Use strong, unique passwords for every social media platform. Do not reuse your email password, your personal social media password, or any other password. The password manager you set up in April handles all of this.
Enable MFA on all platforms. Facebook, Instagram, X, LinkedIn, and TikTok all support it. The setting is in security or login settings on each platform. Authenticator app over SMS where given the choice.
Limit who can post. Use the platform's built-in roles and permissions to control who can publish content, respond to messages, and manage account settings. Not everyone who creates content needs full administrative access. A compromised lower-privilege account is much less damaging than a compromised admin.
Separate personal and business accounts. Your personal accounts should not be linked to or used to manage business accounts where avoidable. If a personal account is compromised, you do not want it to provide a pathway to your business presence.
The risks of oversharing
Social media thrives on sharing. From a security perspective, every piece of information you publish is intelligence a potential attacker can use:
Office photos might reveal security equipment (or its absence), computer screens, whiteboards with project details, or badge/pass designs.

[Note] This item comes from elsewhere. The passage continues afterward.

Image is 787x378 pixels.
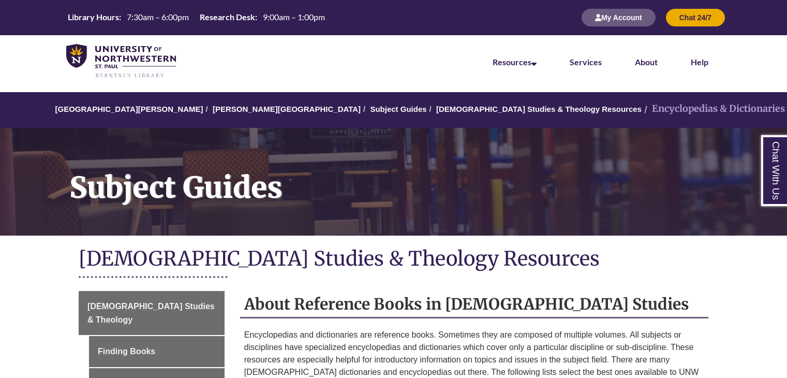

Holiday announcements signal that key people are away, which can be useful for both physical and digital attacks ("I am emailing on behalf of Sarah, who is on holiday and asked me to handle this urgently…").
Staff profiles provide names, job titles, and reporting relationships valuable for spear phishing.
Check-ins and location tags reveal patterns of movement and regular locations.
This does not mean you should stop posting. It means you should post with awareness. A quick mental check before publishing — could someone use this information against the business? — is usually sufficient.
Dealing with impersonation
Fake accounts impersonating businesses are increasingly common, particularly on Facebook and Instagram. These accounts may attempt to scam your customers, damage your reputation, or harvest personal information.
Regularly search for your business name on all platforms. Report and request removal of impersonation accounts. Consider verifying your accounts where platforms offer verification — it makes it easier for customers to identify the genuine one.
What October looks like
Two short tasks:
Walk through the office at 5pm one Friday with fresh eyes. What is on screens that have not been locked? What is on the whiteboards? What is sitting on desks that should not be? The list is your physical-security work.
List every social media account the business has. For each: confirm strong unique password, confirm MFA enabled, confirm you know who has admin access. If you find an old account that nobody uses any more — the LinkedIn page from 2018 a former employee set up — close it. Dormant accounts are the easiest accounts to take over.
Next month
November: AI-powered threats. What changes when attackers use generative AI, what does not change, and the simple usage policy that keeps your own staff from accidentally leaking the firm into a chatbot.